Abstract

Numerical methods to predict the solubility of anthracene in mixed solvents have been proposed. A minimum number of 3 solubility data points in sub-binary solvents has been employed to calculate the solvent-solute interaction terms of a well established colsolvency model, i.e. the combined nearly ideal binary solvent/Redlich-Kister model. The calculated interaction terms were used to predict the solubility in binary and ternary solvent systems. The predicted solubilities have been compared with experimental solubility data and the absolute percentage mean deviation (APMD) has been computed as a criterion of prediction capability. The overall APMD for 25 anthracene data sets in binary solvents is 0.40%. In order to provide a predictive method, which is based fully on theoretical calculations, the quantitative relationships between sub-binary interaction terms and physicochemical properties of the solvents have been presented. The overall APMD value for 41 binary data sets is 9.19%. The estimated binary interaction terms using a minimum number of data points and the quantitative relationships have then been used to predict anthracene solubility data in 30 ternary solvent systems. The produced APMD values are 3.72 and 15.79%, respectively. To provide an accurate correlation for solubility in ternary solvent systems, an extension to the combined nearly ideal multicomponenet solvent/Redlich-Kister (CNIMS/R-K) model was proposed and the corresponding overall AMPD is 0.38%.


**EXERCISE BRIEF:**
Among the entries below, count the lines where the string "Suspend" occurs, and give only the number.

=== SUPPLIED INFORMATION ===

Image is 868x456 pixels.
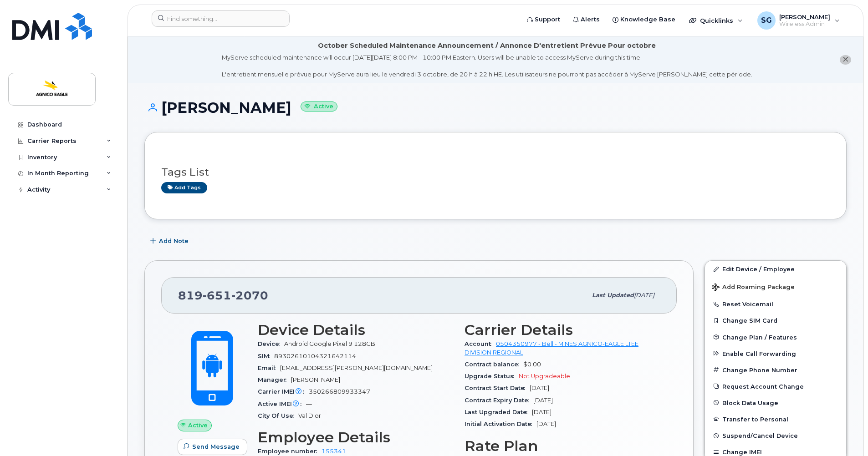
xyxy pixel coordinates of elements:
[523,361,541,367] span: $0.00
[258,376,291,383] span: Manager
[705,312,846,328] button: Change SIM Card
[536,421,556,427] span: [DATE]
[258,388,308,395] span: Carrier IMEI
[258,400,306,407] span: Active IMEI
[258,322,453,338] h3: Device Details
[258,364,280,371] span: Email
[705,427,846,444] button: Suspend/Cancel Device
[705,394,846,411] button: Block Data Usage
[258,341,284,347] span: Device
[464,372,519,380] span: Upgrade Status
[464,397,533,404] span: Contract Expiry Date
[144,100,847,115] h1: [PERSON_NAME]
[722,432,798,439] span: Suspend/Cancel Device
[530,385,549,391] span: [DATE]
[291,376,340,383] span: [PERSON_NAME]
[178,289,268,302] span: 819
[178,439,247,455] button: Send Message
[161,182,207,194] a: Add tags
[159,237,189,245] span: Add Note
[705,329,846,346] button: Change Plan / Features
[306,400,312,407] span: —
[258,353,274,360] span: SIM
[222,53,752,79] div: MyServe scheduled maintenance will occur [DATE][DATE] 8:00 PM - 10:00 PM Eastern. Users will be u...
[464,341,496,347] span: Account
[203,289,232,302] span: 651
[464,341,638,355] a: 0504350977 - Bell - MINES AGNICO-EAGLE LTEE DIVISION REGIONAL
[519,372,570,380] span: Not Upgradeable
[705,261,846,277] a: Edit Device / Employee
[280,364,432,371] span: [EMAIL_ADDRESS][PERSON_NAME][DOMAIN_NAME]
[298,412,321,419] span: Val D'or
[705,277,846,296] button: Add Roaming Package
[464,438,660,454] h3: Rate Plan
[634,292,654,299] span: [DATE]
[192,443,239,451] span: Send Message
[705,411,846,427] button: Transfer to Personal
[592,292,634,299] span: Last updated
[705,296,846,312] button: Reset Voicemail
[464,385,530,391] span: Contract Start Date
[705,346,846,362] button: Enable Call Forwarding
[144,233,196,249] button: Add Note
[301,101,337,112] small: Active
[258,429,453,446] h3: Employee Details
[321,447,346,455] a: 155341
[532,408,552,416] span: [DATE]
[318,41,655,51] div: October Scheduled Maintenance Announcement / Annonce D'entretient Prévue Pour octobre
[161,167,830,178] h3: Tags List
[284,341,375,347] span: Android Google Pixel 9 128GB
[705,362,846,378] button: Change Phone Number
[464,361,523,367] span: Contract balance
[188,421,208,430] span: Active
[464,322,660,338] h3: Carrier Details
[705,378,846,394] button: Request Account Change
[464,421,536,427] span: Initial Activation Date
[533,397,553,404] span: [DATE]
[258,412,298,419] span: City Of Use
[258,447,321,455] span: Employee number
[722,333,797,341] span: Change Plan / Features
[274,353,356,360] span: 89302610104321642114
[712,283,795,292] span: Add Roaming Package
[840,55,851,65] button: close notification
[232,289,268,302] span: 2070
[464,408,532,416] span: Last Upgraded Date
[722,350,796,356] span: Enable Call Forwarding
[308,388,370,395] span: 350266809933347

===

**PROBLEM SOLUTION:**
2